Tuesday, March 31, 2009

Call the Bluff

General Motors new CEO Fritz Henderson (the replacement for the now dispatched-at-the-behest-of-President-Obama Jeff Wagoner) now says that the company may face bankruptcy despite the multibillion dollar bailout.
General Motors’s new chief executive told CNBC that filing for Bankruptcy may be the best option for the struggling automaker.

In a taped interview to be aired tonight on NBC Nightly News, Fritz Henderson said that because of greater demands from the Obama administration to restructure, GM is considering the bankruptcy option. The auto giant previously had ruled out such a move, saying it would discourage people from buying GM cars.

Henderson’s comments came after President Obama bluntly rejected turnaround plans by GM and Chrysler and demanded that both companies make fresh concessions in order to get more federal aid.

Henderson, who was GM’s president and chief operating officer, was named the new CEO after the government forced the resignation of CEO Rick Wagoner on Sunday. GM’s board is also being restructured.

Henderson told reporters that the company would still prefer to restructure outside of court, but the level of support Washington is offering would help the company quickly restructure through bankruptcy.
The company has had months to deal with the unions and restructure contracts under the bailout and has failed to accomplish anything. During Wagoner's term, the company shed tens of thousands of jobs and still faces a massive pension and benefits cost that tacks on unsustainable costs of every vehicle.

Henderson says bankruptcy is coming? Is this a threat or a promise, because either way, it is coming. The government wasted billions delaying the inevitable, and we may see billions more wasted to save a company that could not make the tough decisions.

Let them carry through on the threat.

Bankruptcy is the one thing that will save these companies from the structural failures to date, not the wasted tens of billions that the government has thrown at them. President Bush was wrong to start with a bailout, and President Obama was wrong to continue them.

Bankruptcy forces hard choices to be made and allows the companies to get a clean start. The bailouts only delayed the inevitable.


## What the task asks
Below are the records; tally the lines that include "Widget" and report only the total.
### Dataset content
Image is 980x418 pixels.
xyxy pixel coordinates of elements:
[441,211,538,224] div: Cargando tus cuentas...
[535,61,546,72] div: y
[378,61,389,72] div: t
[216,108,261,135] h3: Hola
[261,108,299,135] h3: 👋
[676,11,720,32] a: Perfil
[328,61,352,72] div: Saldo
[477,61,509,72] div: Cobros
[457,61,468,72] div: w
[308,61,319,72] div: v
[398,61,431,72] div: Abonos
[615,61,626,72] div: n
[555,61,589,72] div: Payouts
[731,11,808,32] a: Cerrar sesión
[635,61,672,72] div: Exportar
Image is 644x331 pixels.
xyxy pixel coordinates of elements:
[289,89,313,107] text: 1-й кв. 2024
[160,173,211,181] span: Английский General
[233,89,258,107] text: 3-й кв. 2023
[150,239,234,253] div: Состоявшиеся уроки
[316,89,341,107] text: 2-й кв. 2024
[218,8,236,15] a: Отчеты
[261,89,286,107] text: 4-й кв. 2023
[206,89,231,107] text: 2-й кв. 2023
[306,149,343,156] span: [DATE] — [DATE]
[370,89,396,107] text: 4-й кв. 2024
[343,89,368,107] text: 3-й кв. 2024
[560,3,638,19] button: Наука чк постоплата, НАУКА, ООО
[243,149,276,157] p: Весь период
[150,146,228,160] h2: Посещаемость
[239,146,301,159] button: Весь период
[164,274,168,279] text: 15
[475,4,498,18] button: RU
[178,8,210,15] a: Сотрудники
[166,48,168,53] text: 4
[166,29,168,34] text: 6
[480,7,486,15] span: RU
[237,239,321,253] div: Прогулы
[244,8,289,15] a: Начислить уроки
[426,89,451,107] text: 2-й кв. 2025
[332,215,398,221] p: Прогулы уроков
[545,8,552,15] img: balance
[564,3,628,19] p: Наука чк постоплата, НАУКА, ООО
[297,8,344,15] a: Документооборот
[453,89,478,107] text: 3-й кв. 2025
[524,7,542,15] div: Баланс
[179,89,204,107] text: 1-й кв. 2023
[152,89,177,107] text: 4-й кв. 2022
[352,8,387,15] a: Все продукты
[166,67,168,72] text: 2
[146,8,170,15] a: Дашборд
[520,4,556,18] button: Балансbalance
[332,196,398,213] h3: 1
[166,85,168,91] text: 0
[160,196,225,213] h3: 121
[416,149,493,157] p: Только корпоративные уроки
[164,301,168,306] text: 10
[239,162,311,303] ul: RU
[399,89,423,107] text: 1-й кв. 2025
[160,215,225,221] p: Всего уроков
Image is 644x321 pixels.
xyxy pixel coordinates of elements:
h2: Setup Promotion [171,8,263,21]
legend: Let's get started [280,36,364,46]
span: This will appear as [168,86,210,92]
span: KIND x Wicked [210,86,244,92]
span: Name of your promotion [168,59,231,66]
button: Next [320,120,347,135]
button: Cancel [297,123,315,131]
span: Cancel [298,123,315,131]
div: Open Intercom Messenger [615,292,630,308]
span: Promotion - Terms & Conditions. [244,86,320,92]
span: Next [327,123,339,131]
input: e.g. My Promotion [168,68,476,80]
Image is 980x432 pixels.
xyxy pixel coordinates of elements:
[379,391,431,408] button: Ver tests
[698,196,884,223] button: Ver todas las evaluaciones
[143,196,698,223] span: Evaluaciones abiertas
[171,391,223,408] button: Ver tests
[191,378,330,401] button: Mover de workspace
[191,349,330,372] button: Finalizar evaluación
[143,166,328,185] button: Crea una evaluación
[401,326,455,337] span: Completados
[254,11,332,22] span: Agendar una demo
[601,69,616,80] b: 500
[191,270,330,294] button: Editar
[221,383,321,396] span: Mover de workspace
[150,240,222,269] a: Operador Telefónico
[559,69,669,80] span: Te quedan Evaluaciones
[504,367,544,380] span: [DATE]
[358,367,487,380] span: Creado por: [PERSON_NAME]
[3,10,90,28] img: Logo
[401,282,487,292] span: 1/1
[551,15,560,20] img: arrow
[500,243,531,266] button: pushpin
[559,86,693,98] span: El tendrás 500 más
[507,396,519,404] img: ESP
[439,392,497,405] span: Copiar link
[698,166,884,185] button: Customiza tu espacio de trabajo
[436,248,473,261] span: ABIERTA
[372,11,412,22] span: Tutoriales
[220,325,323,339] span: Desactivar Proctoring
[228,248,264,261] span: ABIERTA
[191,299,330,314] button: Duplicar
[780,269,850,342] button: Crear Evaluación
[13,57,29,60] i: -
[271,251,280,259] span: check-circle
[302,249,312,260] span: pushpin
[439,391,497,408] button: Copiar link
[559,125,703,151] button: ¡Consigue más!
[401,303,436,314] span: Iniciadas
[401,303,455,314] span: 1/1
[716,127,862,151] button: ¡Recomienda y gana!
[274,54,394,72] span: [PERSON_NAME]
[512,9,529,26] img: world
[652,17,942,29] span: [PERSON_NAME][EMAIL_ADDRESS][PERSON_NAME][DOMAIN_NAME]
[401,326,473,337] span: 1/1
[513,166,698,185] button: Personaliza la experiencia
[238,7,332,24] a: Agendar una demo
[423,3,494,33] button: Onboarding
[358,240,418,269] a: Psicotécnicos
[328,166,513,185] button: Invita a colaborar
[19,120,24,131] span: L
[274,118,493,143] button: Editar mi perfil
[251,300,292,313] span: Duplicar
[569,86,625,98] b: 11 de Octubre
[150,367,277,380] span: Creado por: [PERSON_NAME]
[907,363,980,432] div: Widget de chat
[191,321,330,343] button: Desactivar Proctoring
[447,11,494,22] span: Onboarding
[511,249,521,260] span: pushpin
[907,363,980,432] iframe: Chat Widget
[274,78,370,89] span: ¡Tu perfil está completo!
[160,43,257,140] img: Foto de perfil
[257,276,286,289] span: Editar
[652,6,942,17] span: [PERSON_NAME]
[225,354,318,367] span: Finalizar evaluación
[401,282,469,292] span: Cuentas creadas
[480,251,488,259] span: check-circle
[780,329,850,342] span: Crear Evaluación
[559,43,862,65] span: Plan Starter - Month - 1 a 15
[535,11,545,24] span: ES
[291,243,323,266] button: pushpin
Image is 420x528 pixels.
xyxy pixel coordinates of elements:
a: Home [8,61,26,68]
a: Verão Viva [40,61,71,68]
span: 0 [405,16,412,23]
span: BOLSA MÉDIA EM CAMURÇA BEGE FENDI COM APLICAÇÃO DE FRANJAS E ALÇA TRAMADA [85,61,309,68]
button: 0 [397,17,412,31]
######
## Task output
2